In a word, the whale was seized and sold, and his Grace the Duke
of Wellington received the money. Thinking that viewed in some
particular lights, the case might by a bare possibility in some
small degree be deemed, under the circumstances, a rather hard one,
ali honest clergyman of the town respectfully addressed a note to
his Grace, begging him to take the case of those unfortunate
mariners into full consideration. To which my Lord Duke in substance
replied (both letters were published) that he had already done so, and
received the money, and would be obliged to the reverend gentleman
if for the future he (the reverend gentleman) would decline meddling
with other people's business.
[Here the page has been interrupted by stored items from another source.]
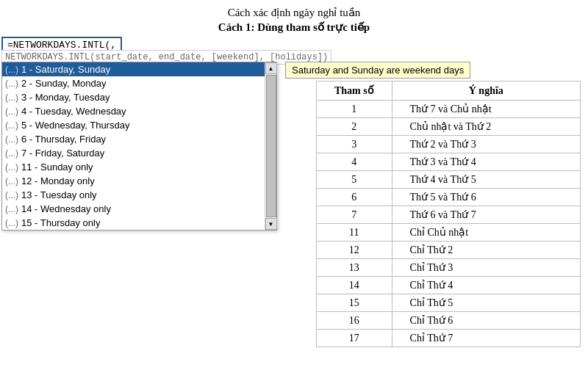  What do you see at coordinates (63, 84) in the screenshot?
I see `dropdown-item-label: 2 - Sunday, Monday` at bounding box center [63, 84].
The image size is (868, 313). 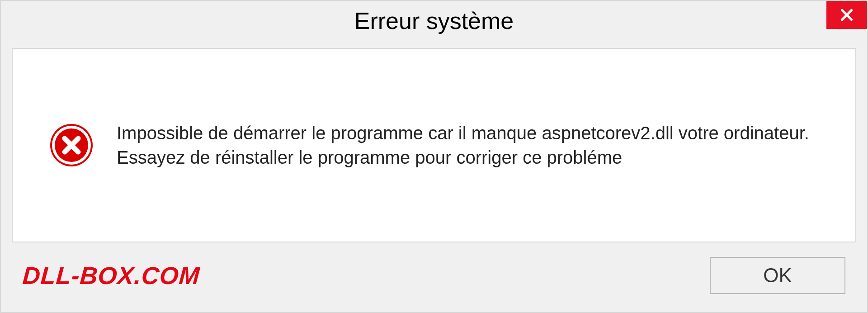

Is this the still militant old man,
standing at the corners of the three kingdoms, on all hands coercing
alms of beggars?
It will readily be seen that in this case the alleged right of the
Duke to the whale was a delegated one from the Sovereign. We must
needs inquire then on what principle the Sovereign is originally
invested with that right. The law itself has already been set forth.
But Plowdon gives us the reason for it. Says Plowdon, the whale so
caught belongs to the King and Queen, "because of its superior
excellence." And by the soundest commentators this has ever been
held a cogent argument in such matters.
But why should the King have the head, and the Queen the tail? A
reason for that, ye lawyers!
In his treatise on "Queen-Gold," or Queen-pin-money, an old King's
Bench author, one William Prynne, thus discourseth: "Ye tail is ye
Queen's, that ye Queen's wardrobe may be supplied with ye
whalebone." Now this was written at a time when the black limber
bone of the Greenland or Right whale was largely used in ladies'
bodices. But this same bone is not in the tail; it is in the head,
which is a sad mistake for a sagacious lawyer like Prynne. But is
the Queen a mermaid, to be presented with a tail? An allegorical
meaning may lurk here.
There are two royal fish so styled by the English law writers- the
whale and the sturgeon; both royal property under certain limitations,
and nominally supplying the tenth branch of the crown's ordinary
revenue. I know not that any other author has hinted of the matter;
but by inference it seems to me that the sturgeon must be divided in
the same way as the whale, the King receiving the highly dense and
elastic head peculiar to that fish, which, symbolically regarded,
may possibly be humorously grounded upon some presumed congeniality.
And thus there seems a reason in all things, even in law.